Tuberculosis Part two

Taking several drugs does a better job of killing all of the bacteria and is more likely to prevent them from becoming resistant to the drugs. Careful adherence to the treatment schedule is necessary to prevent the development of resistance.

To ensure thorough treatment, it is often recommended that the patient takes his or her pills in the presence of someone who can supervise the therapy. This approach is called DOTS (directly observed treatment, short course). DOTS cures tuberculosis in 95 percent of cases. The Malawi National TB Control Programme has been implementing DOTS (the internationally recommended strategy for TB control) for two decades, achieving nationwide coverage.

The 2009 WHO guidelines recommend antiretroviral treatment for everyone with TB regardless of CD4 count, with antiretroviral therapy to be initiated soon after TB treatment. Antiretroviral therapy also reduces the incidence of TB at a population level among people living with HIV when a high level of access is achieved. A study in a South African township has shown that within three years of the introduction of ART, new TB cases fell by 60 percent among people with HIV.

In some settings, preventive treatment or ‘prophylaxis’ is also given to people with HIV who live or work in situations where exposure to tuberculosis is common.
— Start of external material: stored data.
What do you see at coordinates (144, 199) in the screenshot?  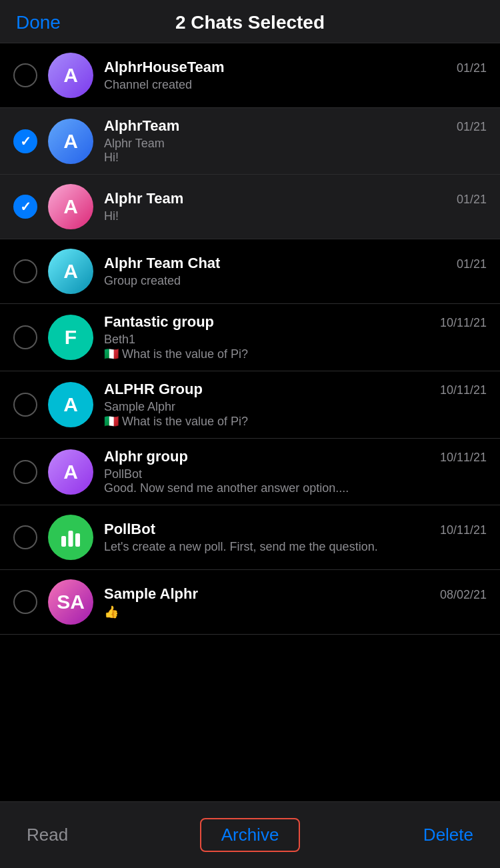 I see `chat-name-alphr-team2: Alphr Team` at bounding box center [144, 199].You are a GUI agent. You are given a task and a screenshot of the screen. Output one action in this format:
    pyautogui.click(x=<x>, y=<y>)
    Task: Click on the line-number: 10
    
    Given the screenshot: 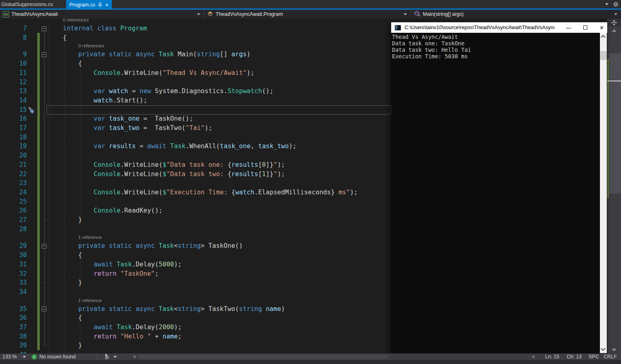 What is the action you would take?
    pyautogui.click(x=13, y=64)
    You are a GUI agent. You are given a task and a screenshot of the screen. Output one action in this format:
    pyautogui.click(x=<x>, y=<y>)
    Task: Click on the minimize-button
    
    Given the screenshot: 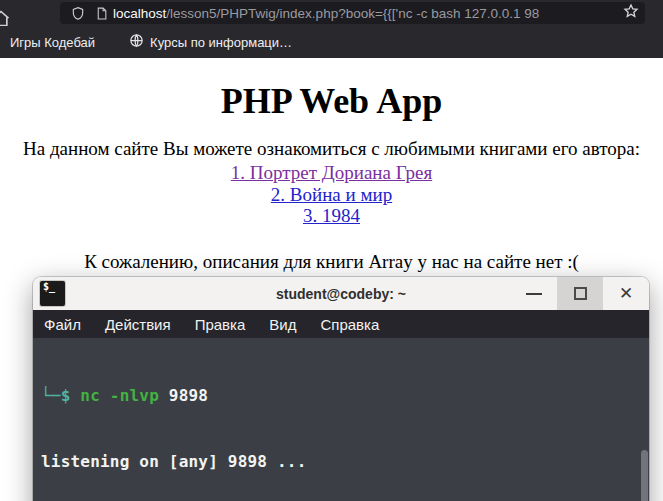 What is the action you would take?
    pyautogui.click(x=534, y=294)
Examples include healthcare workers, caregivers and household contacts of people with active tuberculosis, miners and prisoners. Although prophylaxis can eliminate latent tuberculosis infection, it does not prevent a new infection.

When a strain of tuberculosis bacteria is resistant to two or more ‘first-line’ antibiotic drugs it is called multi-drug resistant TB or MDR-TB. When it is resistant to three or more ‘second-line’ antibiotics as well, it is classed as extreme drug resistant tuberculosis, or XDR-TB. Drug resistance usually arises when tuberculosis patients do not or cannot take their medicine as prescribed, and drug-resistant mutations of the bacteria are allowed to replicate. People can also catch MDR and XDR-TB from others.

Although HIV infection does not of itself increase the chance of drug resistance occurring, both MDR-TB and XDR-TB are very serious threats to HIV positive people, whose weakened immune systems render them unlikely to fight off tuberculosis naturally. Some 872 cases of MDR-TB were reported in 2007 in Malawi, but extensively drug-resistant (XDR) TB has not yet been reported.